The one caveat I’d make — remember, I’ve decided to just watch this in real time with you, not watch all of the available seven (of nine) first episodes — is that Gilligan gets to play with a LOT of Big Ideas here, from happiness to individual freedom to “the greater good” and specifically if that last one has meaning or value anymore to people on Earth.
That’s just the starting point to “Pluribus,” which I would suggest will make it engaging and potentially a little frustrating going forward, since tackling those issues would cause any writers room to wobble from the weight. The best way to approach “Pluribus” seems to be with patience and appreciation of the weirdness at hand, and let it find its own way. (And yes, I’ll keep track of it here as a place where you can freely comment).
The series had a glorious start and I’m getting those “Severance”-styled vibes of being challenged with a new idea, something I’m always hoping to find in a series.
If you re-read the headline above, you’ll get a sense of what I’ve been experiencing while Observing lately. Beyond “Pluribus,” the four-part Netflix miniseries “Death By Lightning” — I’ve watched half so far — is another miracle that somehow got made (“We’re hoping to tell the story of the 20th president of the United States, James Garfield, set in the late 1880s, and how he was shot, a story people know from history but don’t care about.”).

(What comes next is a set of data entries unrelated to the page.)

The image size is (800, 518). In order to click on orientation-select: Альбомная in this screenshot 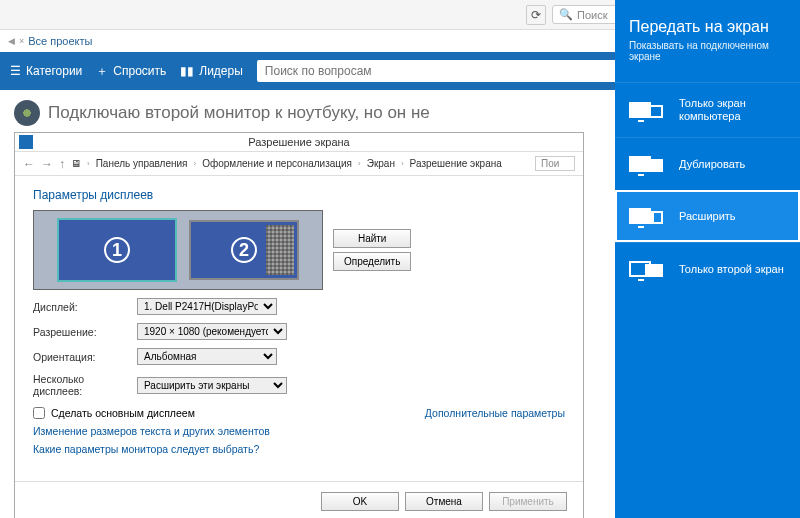, I will do `click(207, 356)`.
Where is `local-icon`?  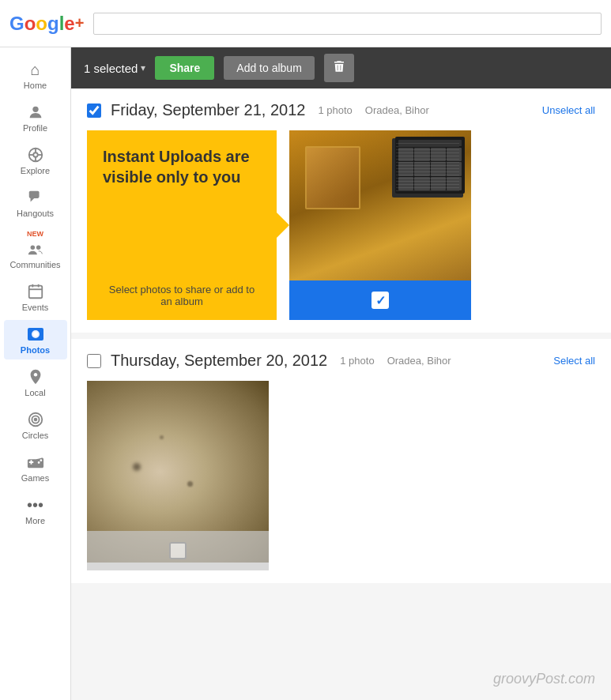
local-icon is located at coordinates (36, 377).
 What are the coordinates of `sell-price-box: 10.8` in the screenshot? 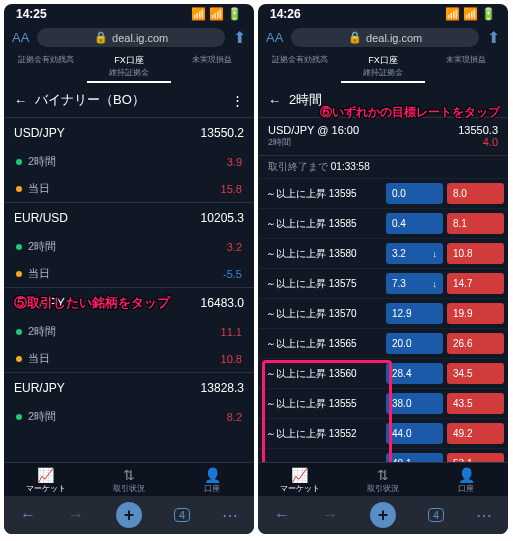 It's located at (476, 254).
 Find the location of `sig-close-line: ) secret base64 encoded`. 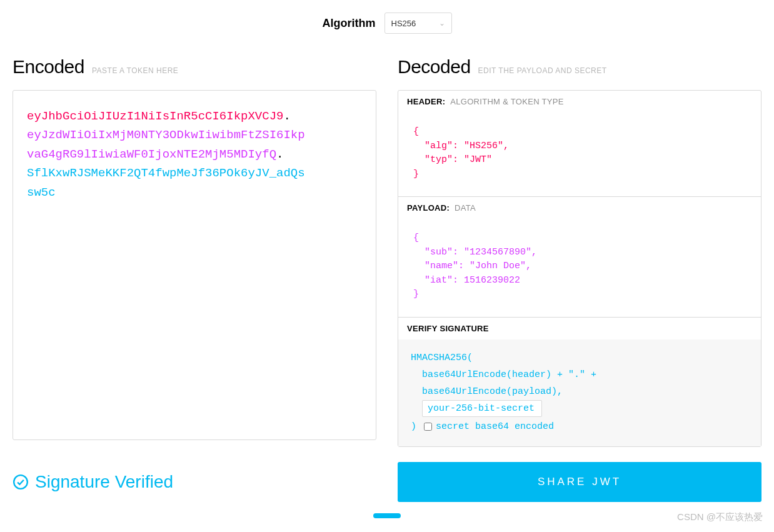

sig-close-line: ) secret base64 encoded is located at coordinates (580, 426).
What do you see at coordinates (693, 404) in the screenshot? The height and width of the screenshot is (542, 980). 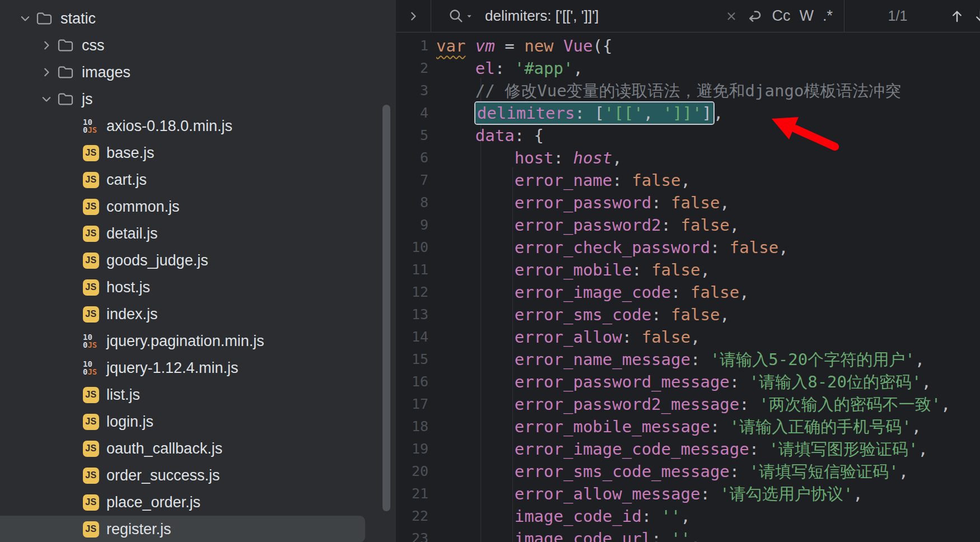 I see `code-text: error_password2_message: '两次输入的密码不一致',` at bounding box center [693, 404].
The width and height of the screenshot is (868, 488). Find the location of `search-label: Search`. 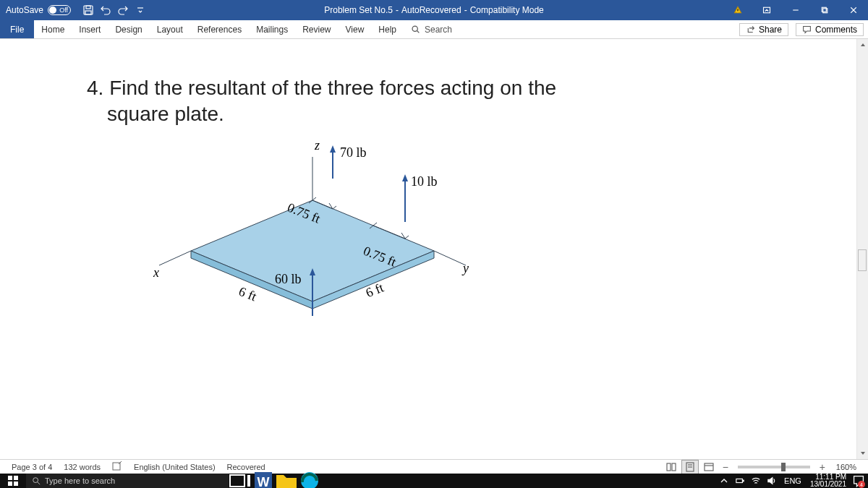

search-label: Search is located at coordinates (438, 30).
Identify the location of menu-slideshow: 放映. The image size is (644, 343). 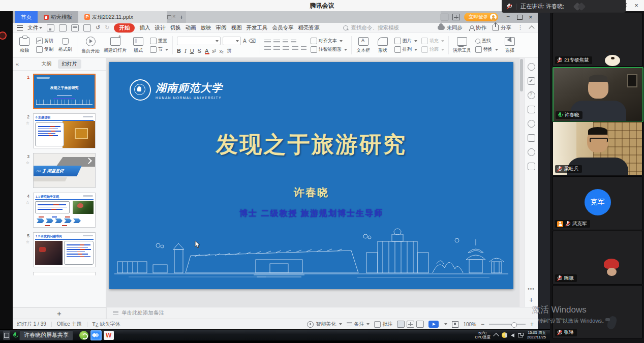
(205, 28).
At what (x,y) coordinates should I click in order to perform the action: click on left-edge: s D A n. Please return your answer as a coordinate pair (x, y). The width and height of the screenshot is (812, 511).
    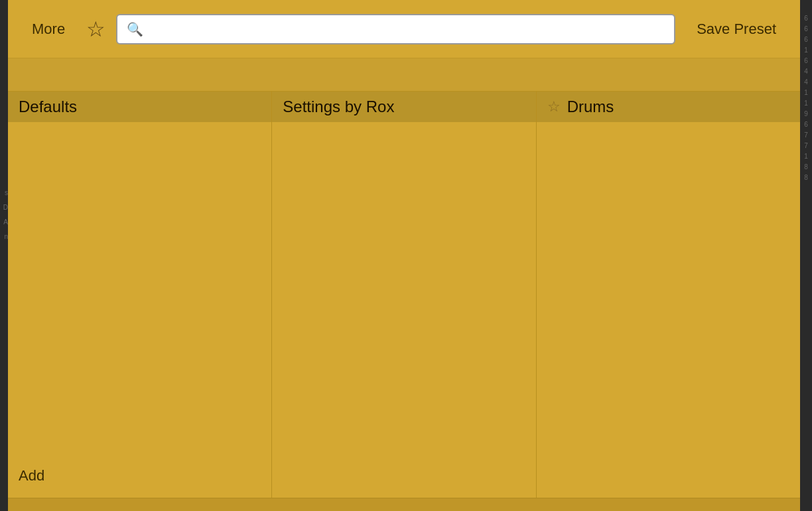
    Looking at the image, I should click on (4, 256).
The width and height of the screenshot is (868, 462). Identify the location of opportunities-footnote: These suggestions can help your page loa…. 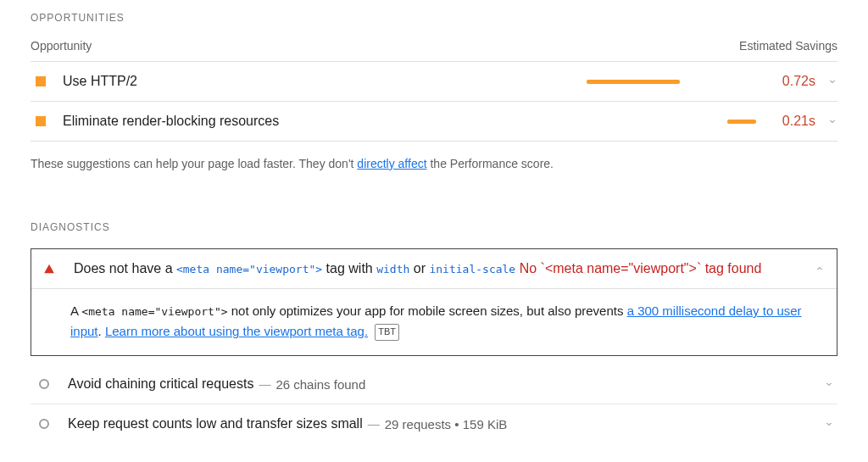
(434, 164).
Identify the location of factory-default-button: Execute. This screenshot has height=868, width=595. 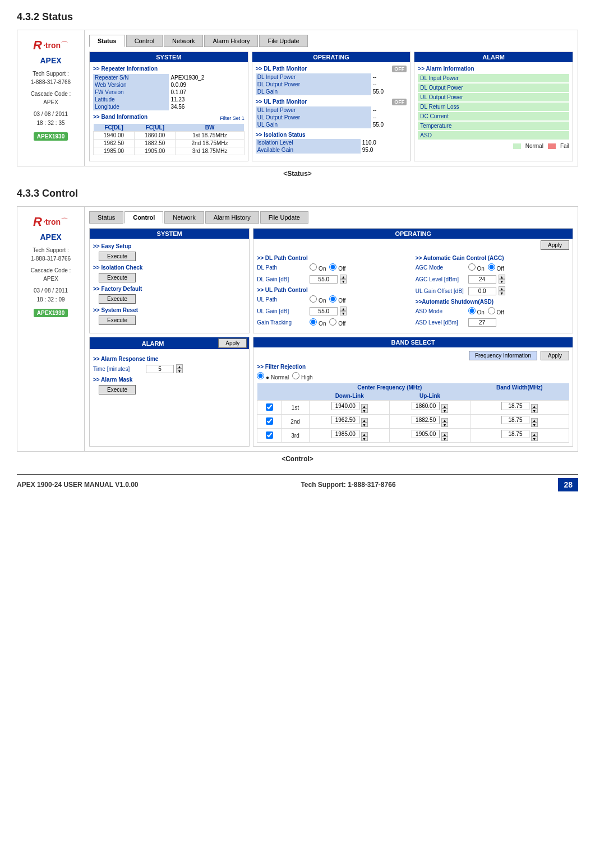
(117, 299).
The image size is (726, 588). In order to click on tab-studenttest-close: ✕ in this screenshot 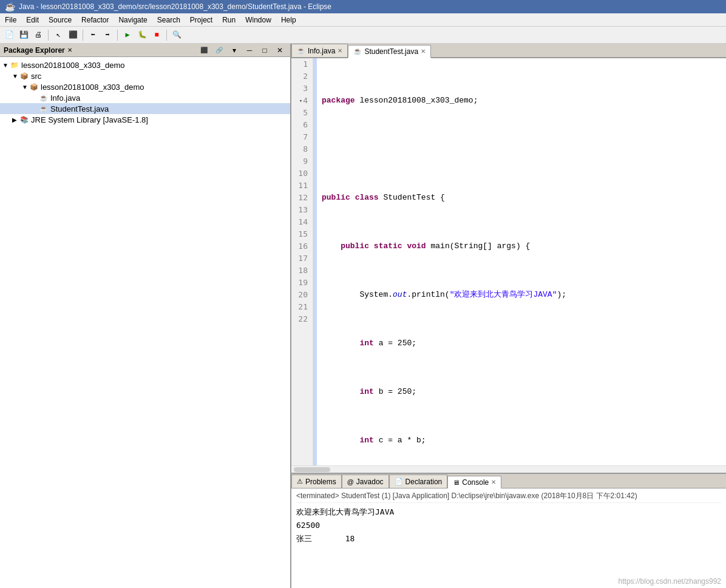, I will do `click(423, 51)`.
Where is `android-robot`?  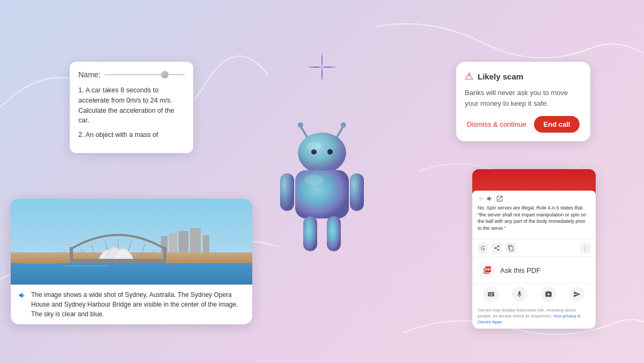
android-robot is located at coordinates (322, 185).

It’s strangely addictive, certainly weird in its own right — I thought the wild-eyed largeness of Matthew Macfadyen as Garfield’s assassin, Charles Guiteau, would take me out of the main story until I saw that Macfadyen’s near-perfect portrayal of delusion, narcissism and danger (oh, and humor) actually cemented the series.
Created by screenwriter Mike Makowsky, (based on the book, “Destiny of the Republic” by Candice Millard), the miniseries takes precisely the right tactic in dredging up historical events for mass consumption, which is to ply it with strong actors, make it swift and entertaining (and short) and, secretively in the process, maybe be modern-day relevant in what viewers will take from it (namely that a lot of people died trying to make the abstract notion of democracy an enduring pillar of the country, and beware those who try to tear it down and those who idly let them).